Paris Peace Accords 23 Oct. 1991

Monday, September 7, 2015

What a beautiful world!

The Drifters

Christianity Today | September 2015


Plankton planet: Meet the creatures who make up 98 percent of the oceans’ biomass.

Even when God makes a little thing, it is great because of the wisdom displayed in making it. The microscope has taught us the greatness of God in creating tiny creatures of wondrous beauty, yet so small as not to be perceptible to the naked eye. “The works of the Lord are great.”
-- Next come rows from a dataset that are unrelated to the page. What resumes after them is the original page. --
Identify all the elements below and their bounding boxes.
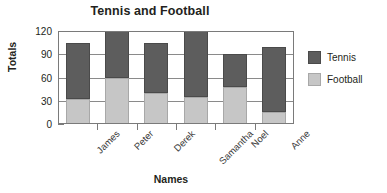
legend-label: Football: [327, 74, 363, 85]
x-axis-tick-label: Peter: [132, 128, 156, 152]
gridline: [58, 101, 294, 102]
legend-item[interactable]: Football: [308, 72, 384, 86]
plot-area: [58, 31, 294, 124]
bar-group[interactable]: [223, 31, 247, 124]
x-axis-tick-label: Samantha: [216, 128, 254, 166]
bar-group[interactable]: [262, 31, 286, 124]
gridline: [58, 78, 294, 79]
chart-legend: TennisFootball: [308, 50, 384, 94]
bar-segment-tennis[interactable]: [262, 47, 286, 113]
bar-group[interactable]: [66, 31, 90, 124]
y-axis-tick-label: 60: [22, 72, 52, 83]
x-axis-tick-labels: JamesPeterDerekSamanthaNoelAnne: [58, 128, 318, 172]
bar-segment-tennis[interactable]: [144, 43, 168, 93]
x-axis-tick-label: Noel: [249, 128, 271, 150]
bar-group[interactable]: [105, 31, 129, 124]
y-axis-tick-labels: 0306090120: [22, 31, 52, 124]
legend-swatch-tennis: [308, 51, 321, 64]
bar-segment-tennis[interactable]: [105, 31, 129, 78]
x-axis-tick-label: Derek: [172, 128, 198, 154]
bar-segment-football[interactable]: [105, 78, 129, 125]
y-axis-title: Totals: [6, 12, 18, 72]
x-axis-title: Names: [56, 173, 286, 185]
bar-group[interactable]: [184, 31, 208, 124]
y-axis-tick-label: 0: [22, 119, 52, 130]
bar-segment-football[interactable]: [184, 97, 208, 124]
bar-segment-football[interactable]: [223, 87, 247, 124]
legend-swatch-football: [308, 73, 321, 86]
bar-segment-football[interactable]: [144, 93, 168, 124]
bar-segment-tennis[interactable]: [66, 43, 90, 99]
bar-group[interactable]: [144, 31, 168, 124]
x-axis-tick-label: James: [94, 128, 122, 156]
legend-label: Tennis: [327, 52, 356, 63]
bar-segment-tennis[interactable]: [223, 54, 247, 87]
y-axis-tick-label: 120: [22, 26, 52, 37]
bar-segment-football[interactable]: [262, 112, 286, 124]
bar-segment-football[interactable]: [66, 99, 90, 124]
legend-item[interactable]: Tennis: [308, 50, 384, 64]
chart-title: Tennis and Football: [0, 4, 300, 18]
x-axis-tick-label: Anne: [289, 128, 312, 151]
chart-figure: Tennis and Football Totals 0306090120 Ja…: [0, 0, 387, 193]
bar-segment-tennis[interactable]: [184, 31, 208, 97]
y-axis-tick-label: 90: [22, 49, 52, 60]
y-axis-tick-label: 30: [22, 95, 52, 106]
gridline: [58, 54, 294, 55]
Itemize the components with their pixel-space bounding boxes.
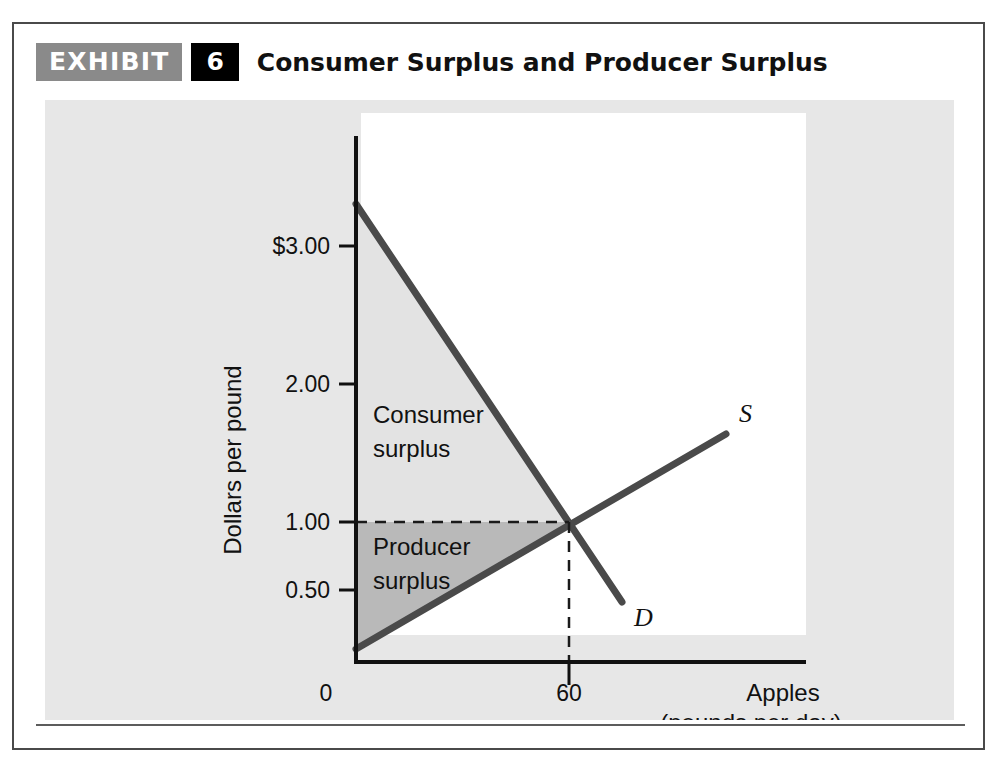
y-axis-title: Dollars per pound bbox=[219, 365, 246, 554]
x-tick-label-60: 60 bbox=[556, 680, 582, 706]
y-tick-label-2: 2.00 bbox=[285, 371, 330, 397]
exhibit-header: EXHIBIT 6 Consumer Surplus and Producer … bbox=[14, 24, 983, 100]
producer-surplus-label-line1: Producer bbox=[373, 533, 470, 560]
y-tick-label-1: 1.00 bbox=[285, 509, 330, 535]
exhibit-frame: EXHIBIT 6 Consumer Surplus and Producer … bbox=[12, 22, 985, 750]
consumer-surplus-label-line1: Consumer bbox=[373, 401, 484, 428]
x-axis-subtitle: (pounds per day) bbox=[660, 709, 841, 720]
y-tick-label-3: $3.00 bbox=[272, 233, 330, 259]
figure-panel: $3.00 2.00 1.00 0.50 0 60 Dollars per po… bbox=[45, 100, 954, 720]
producer-surplus-label-line2: surplus bbox=[373, 567, 450, 594]
bottom-divider bbox=[36, 724, 965, 726]
supply-curve-label: S bbox=[739, 399, 752, 428]
exhibit-number-badge: 6 bbox=[191, 43, 238, 81]
supply-demand-chart: $3.00 2.00 1.00 0.50 0 60 Dollars per po… bbox=[45, 100, 954, 720]
exhibit-title: Consumer Surplus and Producer Surplus bbox=[257, 48, 828, 77]
x-tick-label-0: 0 bbox=[320, 680, 333, 706]
x-axis-title: Apples bbox=[746, 679, 819, 706]
consumer-surplus-label-line2: surplus bbox=[373, 435, 450, 462]
y-tick-label-0-50: 0.50 bbox=[285, 577, 330, 603]
demand-curve-label: D bbox=[633, 603, 653, 632]
exhibit-tag-badge: EXHIBIT bbox=[36, 43, 182, 81]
—Charles Spurgeon, Exposition of Psalm 111


Take two breaths. For one of them, you can thank the plankton, in particular the single-celled photosynthetic drifters that compose the phytoplankton of the world ocean. Remarkably, these elegant, microscopic cells perform nearly half of the photosynthesis and consequent oxygen production on Earth—equivalent to the total amount of photosynthetic activity of land plants combined. These tiny single cells have transformed the ocean, atmosphere, and terrestrial environment and helped make the planet habitable for a broad spectrum of other organisms, including ourselves. In many cases, blooms of phytoplankton reach such densities that they change the color of ocean surface waters and are even visible from satellites orbiting Earth.
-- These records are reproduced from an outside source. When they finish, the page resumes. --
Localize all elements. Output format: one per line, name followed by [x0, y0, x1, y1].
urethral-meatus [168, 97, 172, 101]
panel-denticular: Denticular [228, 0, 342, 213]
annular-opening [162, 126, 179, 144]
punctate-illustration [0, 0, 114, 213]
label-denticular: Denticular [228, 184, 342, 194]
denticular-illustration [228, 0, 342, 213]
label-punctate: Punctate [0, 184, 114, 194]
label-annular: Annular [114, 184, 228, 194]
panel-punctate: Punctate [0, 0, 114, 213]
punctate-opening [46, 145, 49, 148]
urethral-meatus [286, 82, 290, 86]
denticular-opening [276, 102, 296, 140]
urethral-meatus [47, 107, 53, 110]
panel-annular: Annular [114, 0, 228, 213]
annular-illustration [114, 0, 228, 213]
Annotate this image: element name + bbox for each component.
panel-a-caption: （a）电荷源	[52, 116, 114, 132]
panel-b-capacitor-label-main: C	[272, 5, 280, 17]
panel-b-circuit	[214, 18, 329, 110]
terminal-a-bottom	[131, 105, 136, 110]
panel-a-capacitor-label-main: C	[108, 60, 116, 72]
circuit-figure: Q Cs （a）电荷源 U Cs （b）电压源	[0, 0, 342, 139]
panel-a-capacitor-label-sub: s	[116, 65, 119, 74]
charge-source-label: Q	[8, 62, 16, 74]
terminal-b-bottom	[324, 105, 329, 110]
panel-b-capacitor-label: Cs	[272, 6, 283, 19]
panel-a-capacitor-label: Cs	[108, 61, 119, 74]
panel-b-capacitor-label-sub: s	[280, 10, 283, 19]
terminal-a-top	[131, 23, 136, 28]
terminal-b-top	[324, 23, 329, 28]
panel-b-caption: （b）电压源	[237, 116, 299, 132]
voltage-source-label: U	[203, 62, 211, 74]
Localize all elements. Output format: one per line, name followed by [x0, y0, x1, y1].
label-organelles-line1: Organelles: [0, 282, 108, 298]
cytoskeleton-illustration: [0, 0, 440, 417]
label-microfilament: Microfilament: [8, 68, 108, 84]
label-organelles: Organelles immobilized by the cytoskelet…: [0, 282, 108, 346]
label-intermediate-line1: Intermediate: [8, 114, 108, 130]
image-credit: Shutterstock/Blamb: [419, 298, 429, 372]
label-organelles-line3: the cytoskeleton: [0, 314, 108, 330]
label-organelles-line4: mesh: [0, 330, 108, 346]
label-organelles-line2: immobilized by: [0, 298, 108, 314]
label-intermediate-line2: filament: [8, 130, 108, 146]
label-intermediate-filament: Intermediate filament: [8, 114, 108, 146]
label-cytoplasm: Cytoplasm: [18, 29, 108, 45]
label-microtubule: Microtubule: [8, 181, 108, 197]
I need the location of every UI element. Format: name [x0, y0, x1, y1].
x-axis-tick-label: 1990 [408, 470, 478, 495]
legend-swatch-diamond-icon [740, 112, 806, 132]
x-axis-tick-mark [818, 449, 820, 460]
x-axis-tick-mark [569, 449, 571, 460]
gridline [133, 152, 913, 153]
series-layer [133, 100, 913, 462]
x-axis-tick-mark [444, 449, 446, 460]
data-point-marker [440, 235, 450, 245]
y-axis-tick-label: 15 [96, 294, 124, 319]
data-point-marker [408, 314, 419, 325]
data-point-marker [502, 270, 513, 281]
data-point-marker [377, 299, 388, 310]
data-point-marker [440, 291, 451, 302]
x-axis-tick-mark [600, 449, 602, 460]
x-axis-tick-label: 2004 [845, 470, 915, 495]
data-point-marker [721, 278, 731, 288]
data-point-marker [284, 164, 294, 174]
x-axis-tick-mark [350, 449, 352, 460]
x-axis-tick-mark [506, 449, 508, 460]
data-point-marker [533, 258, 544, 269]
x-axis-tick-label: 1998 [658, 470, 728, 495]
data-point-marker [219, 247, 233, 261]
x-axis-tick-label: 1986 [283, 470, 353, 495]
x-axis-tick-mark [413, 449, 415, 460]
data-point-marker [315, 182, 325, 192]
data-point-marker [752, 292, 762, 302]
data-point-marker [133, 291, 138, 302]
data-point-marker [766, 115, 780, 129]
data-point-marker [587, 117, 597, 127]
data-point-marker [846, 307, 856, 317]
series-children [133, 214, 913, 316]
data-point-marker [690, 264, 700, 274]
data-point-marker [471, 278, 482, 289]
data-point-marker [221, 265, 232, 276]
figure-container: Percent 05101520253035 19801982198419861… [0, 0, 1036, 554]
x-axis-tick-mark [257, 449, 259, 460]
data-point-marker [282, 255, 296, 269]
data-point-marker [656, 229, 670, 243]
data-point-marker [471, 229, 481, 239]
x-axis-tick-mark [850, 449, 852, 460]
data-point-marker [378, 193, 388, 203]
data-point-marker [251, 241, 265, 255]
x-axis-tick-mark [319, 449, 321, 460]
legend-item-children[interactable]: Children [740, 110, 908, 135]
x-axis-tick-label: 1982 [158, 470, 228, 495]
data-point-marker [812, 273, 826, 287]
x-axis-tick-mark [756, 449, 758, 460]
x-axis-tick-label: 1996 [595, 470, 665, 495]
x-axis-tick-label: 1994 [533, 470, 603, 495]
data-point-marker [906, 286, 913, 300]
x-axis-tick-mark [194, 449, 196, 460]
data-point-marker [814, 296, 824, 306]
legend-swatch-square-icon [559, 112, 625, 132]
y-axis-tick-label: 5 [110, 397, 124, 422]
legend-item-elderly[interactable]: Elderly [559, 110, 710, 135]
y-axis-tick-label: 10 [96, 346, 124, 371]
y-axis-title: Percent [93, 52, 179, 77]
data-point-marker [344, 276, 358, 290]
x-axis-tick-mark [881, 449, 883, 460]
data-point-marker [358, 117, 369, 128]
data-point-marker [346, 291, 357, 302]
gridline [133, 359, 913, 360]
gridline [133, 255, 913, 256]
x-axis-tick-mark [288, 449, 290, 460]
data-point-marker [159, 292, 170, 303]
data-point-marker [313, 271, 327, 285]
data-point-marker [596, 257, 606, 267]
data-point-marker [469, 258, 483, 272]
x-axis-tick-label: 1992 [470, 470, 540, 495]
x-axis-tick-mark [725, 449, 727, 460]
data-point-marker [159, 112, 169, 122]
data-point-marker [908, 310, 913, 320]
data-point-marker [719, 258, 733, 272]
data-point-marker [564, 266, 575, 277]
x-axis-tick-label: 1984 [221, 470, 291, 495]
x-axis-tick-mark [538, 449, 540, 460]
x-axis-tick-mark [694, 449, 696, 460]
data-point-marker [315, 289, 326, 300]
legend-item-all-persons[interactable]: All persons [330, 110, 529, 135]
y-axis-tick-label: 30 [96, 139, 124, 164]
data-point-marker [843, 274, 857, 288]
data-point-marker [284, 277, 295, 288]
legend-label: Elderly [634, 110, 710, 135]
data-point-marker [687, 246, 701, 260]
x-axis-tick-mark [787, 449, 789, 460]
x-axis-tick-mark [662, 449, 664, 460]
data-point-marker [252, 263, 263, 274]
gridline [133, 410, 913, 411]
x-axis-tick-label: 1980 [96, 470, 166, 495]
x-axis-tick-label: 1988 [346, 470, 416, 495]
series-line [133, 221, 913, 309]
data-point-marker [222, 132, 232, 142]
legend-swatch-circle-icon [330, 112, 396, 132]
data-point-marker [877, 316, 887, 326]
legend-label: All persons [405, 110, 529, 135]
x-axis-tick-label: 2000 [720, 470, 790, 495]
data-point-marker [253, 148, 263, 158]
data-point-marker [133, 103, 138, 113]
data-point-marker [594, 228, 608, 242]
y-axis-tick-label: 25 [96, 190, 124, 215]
Every schoolchild knows that baleen whales, the biggest animals in the sea, subsist on huge quantities of krill, which are small zooplankton. But ocean food webs (the linkages between predators and prey) are far more intricate than this familiar example. Many types of plankton eat other plankton. . . . Some plankton have the ability to function as plants (carrying out photosynthesis) and animals at the same time. Others secrete elaborate mineral skeletons of calcium carbonate or silica. Still others live in complex symbiotic relationships with partner organisms. One type of gelatinous zooplankton—the appendicularians—has remarkably fine mesh feeding filters that trap the smallest bacteria in the ocean, leading to a size difference between the consumer and prey comparable to the size difference between whales and krill. Most fishes also eat some types of planktonic prey, especially in the crucial larval stages when availability of just the right kind of zooplankton at the right time and place can determine their survival.

When Pyrocystis lunula is disturbed, it glows with a beautiful blue light.